The committee chair, Sandra Wheeler, told commissioners the program, which began in 2005, provides a credit to homeowners age 70 or older with adjusted gross income below $80,000. "The program offers property tax relief or a credit to our senior or older property owners," Wheeler said. The committee reported 869 participants over the first three years and calculated a total county cost of about $149,000 for that period, or roughly $57 per participant per year.
Committee member Barney Wheeler outlined the committee's financial modelling, which produced a range of projections through 2020 using different growth scenarios for applicants and different measures of county tax per property. The committee presented a best-case, average and worst-case revenue-loss projection; under the committee's "average case" (14.2 percent annual applicant growth and a mean county tax assumption) projected cumulative revenue loss to 2015 was described as several million dollars. The report recommended repeating the statutory review in three years to reassess trends.
Commissioners and staff discussed program mechanics and outreach. Wheeler and committee members said participation requires annual reapplication through the county treasurer's office; applicants must file their most recent state income tax form and verify primary residence. Wheeler provided an illustrative case showing a notional couple who qualified in 2007 would have saved about $88 that year and nearly $9,800 over 12 years if they remained eligible and continued to reapply.

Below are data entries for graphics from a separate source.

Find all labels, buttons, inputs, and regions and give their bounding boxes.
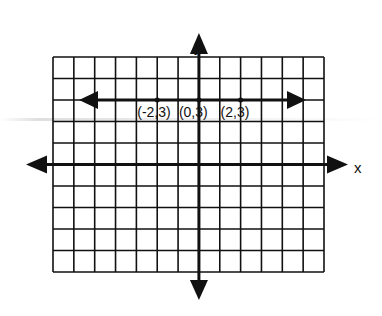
line-left-arrow-icon bbox=[79, 91, 98, 109]
point-label: (0,3) bbox=[179, 104, 208, 120]
x-axis-right-arrow-icon bbox=[327, 156, 348, 174]
point-marker bbox=[196, 98, 201, 103]
x-axis-label: x bbox=[354, 159, 362, 176]
x-axis-left-arrow-icon bbox=[26, 156, 47, 174]
point-label: (-2,3) bbox=[137, 104, 170, 120]
point-marker bbox=[155, 98, 160, 103]
point-marker bbox=[238, 98, 243, 103]
point-label: (2,3) bbox=[221, 104, 250, 120]
y-axis-down-arrow-icon bbox=[190, 280, 208, 300]
y-axis-label: y bbox=[194, 38, 202, 55]
coordinate-plane: (-2,3)(0,3)(2,3) x y bbox=[0, 0, 382, 316]
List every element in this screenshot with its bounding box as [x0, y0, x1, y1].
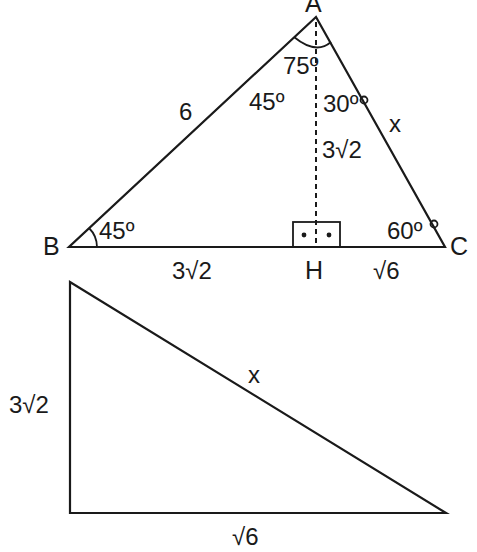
right-angle-dot-left	[302, 233, 307, 238]
angle-label-hac: 30º	[323, 90, 359, 117]
side-label-ab: 6	[179, 98, 192, 125]
right-angle-marker	[293, 222, 340, 247]
side-label-ac: x	[389, 110, 401, 137]
leg-label-horizontal: √6	[232, 523, 259, 550]
vertex-label-h: H	[305, 256, 323, 284]
side-label-hc: √6	[373, 257, 400, 284]
triangle-abc: A B C H 6 x 3√2 3√2 √6 75º 45º 30º 45º 6…	[43, 0, 468, 284]
side-label-bh: 3√2	[172, 257, 212, 284]
vertex-label-a: A	[305, 0, 322, 17]
side-label-ah: 3√2	[322, 136, 362, 163]
angle-label-a-total: 75º	[283, 52, 319, 79]
angle-label-c: 60º	[387, 217, 423, 244]
vertex-label-b: B	[43, 232, 60, 260]
hypotenuse-label: x	[248, 361, 260, 388]
angle-label-b: 45º	[99, 217, 135, 244]
vertex-label-c: C	[450, 232, 468, 260]
right-angle-dot-right	[327, 233, 332, 238]
angle-arc-a	[294, 37, 331, 47]
triangle-ahc-outline	[70, 282, 446, 513]
triangle-ahc: 3√2 √6 x	[9, 282, 446, 550]
leg-label-vertical: 3√2	[9, 391, 49, 418]
angle-label-bah: 45º	[249, 88, 285, 115]
geometry-diagram: A B C H 6 x 3√2 3√2 √6 75º 45º 30º 45º 6…	[0, 0, 477, 552]
angle-arc-b	[89, 228, 97, 247]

County staff clarified enrollment and financial figures during question-and-answer: staff said the program has distributed roughly $100,000 per year on average across the earliest years when the larger counts are added, and that separate state homeowner assistance programs exist for lower-income owners. Commissioners asked staff to continue public outreach, as staff said the Office on Aging and treasurer's office publicize the program and mail application reminders to current participants each March.
The committee report also noted legal and administrative flexibility: county counsel confirmed the county ordinance and subsequent state action provide the county authority to adjust program implementation without new state legislation. The committee recommended maintaining the program and conducting the next formal review in three years.
The board thanked the committee for the report and agreed the review should be repeated in three years; no formal change to the ordinance or benefits was adopted at the meeting.